Posnanski: Remembering Buck O’Neil, seven years later

From Joe Posnanski at Hardball Talk on February 27, 2013:

Seven years ago today, I was sitting in a conference room above the Negro Leagues Baseball Museum in Kansas City with my friend Buck O’Neil. It was the day that the Negro Leagues Special Committee was announcing who it had elected to the Baseball Hall of Fame … and it was widely assumed that Buck O’Neil would be one of those elected.

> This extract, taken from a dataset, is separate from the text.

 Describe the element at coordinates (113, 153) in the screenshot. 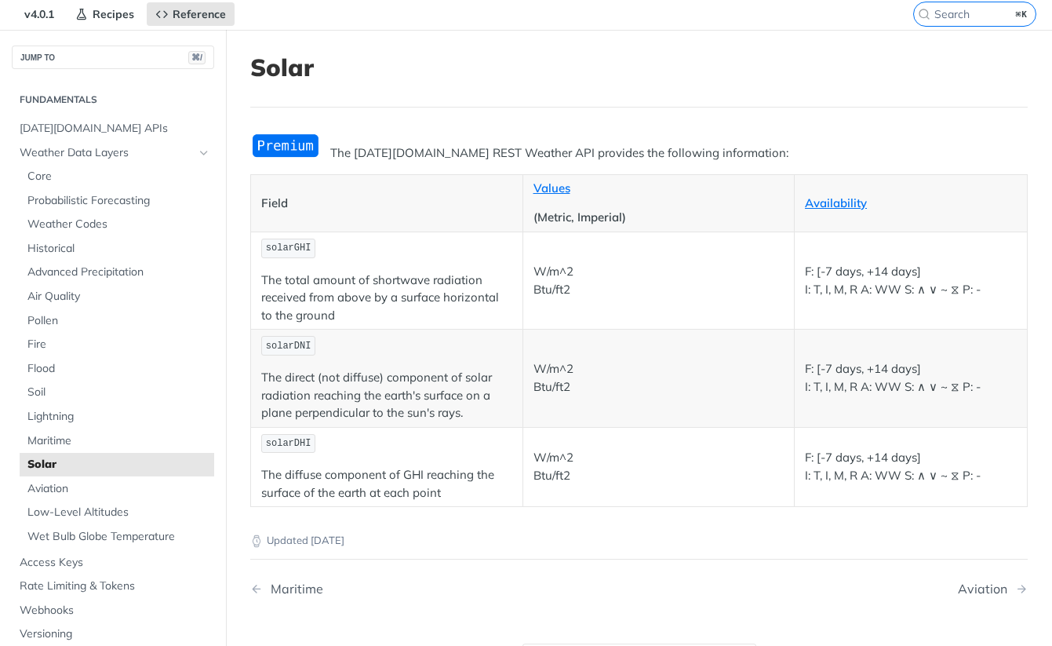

Maybe it should not have been widely assumed. The Hall of Fame case for Buck O’Neil is not a one-sentence exclamation. It is not “3,000 hits!” or “300 wins!” or “Hit in 56 straight games!” It is not simple or blunt or in-your-face. Buck’s case, like Buck’s life, is a patchwork quilt – he was a very good player (Negro Leagues batting champion in 1946), a very good manager (managed the dominant Kansas City Monarchs), a legendary scout (scouts, so far, are not elected to the Hall of Fame), the first black coach in the Major Leagues (for the Chicago Cubs), a joyous presence in the game (Ernie Banks said he learned “Let’s play two” from Buck O’Neil), the leading force in building the Negro Leagues Baseball Museum, an unmatched baseball storyteller and a tireless champion of the Negro Leagues and the game of baseball. It is a Hall of Fame case that, from above, seems breathtakingly simple and powerful and undeniable – he profoundly impacted the game of baseball like few who ever lived. The game, without him, would be so much less.

You have to see the whole thing, though.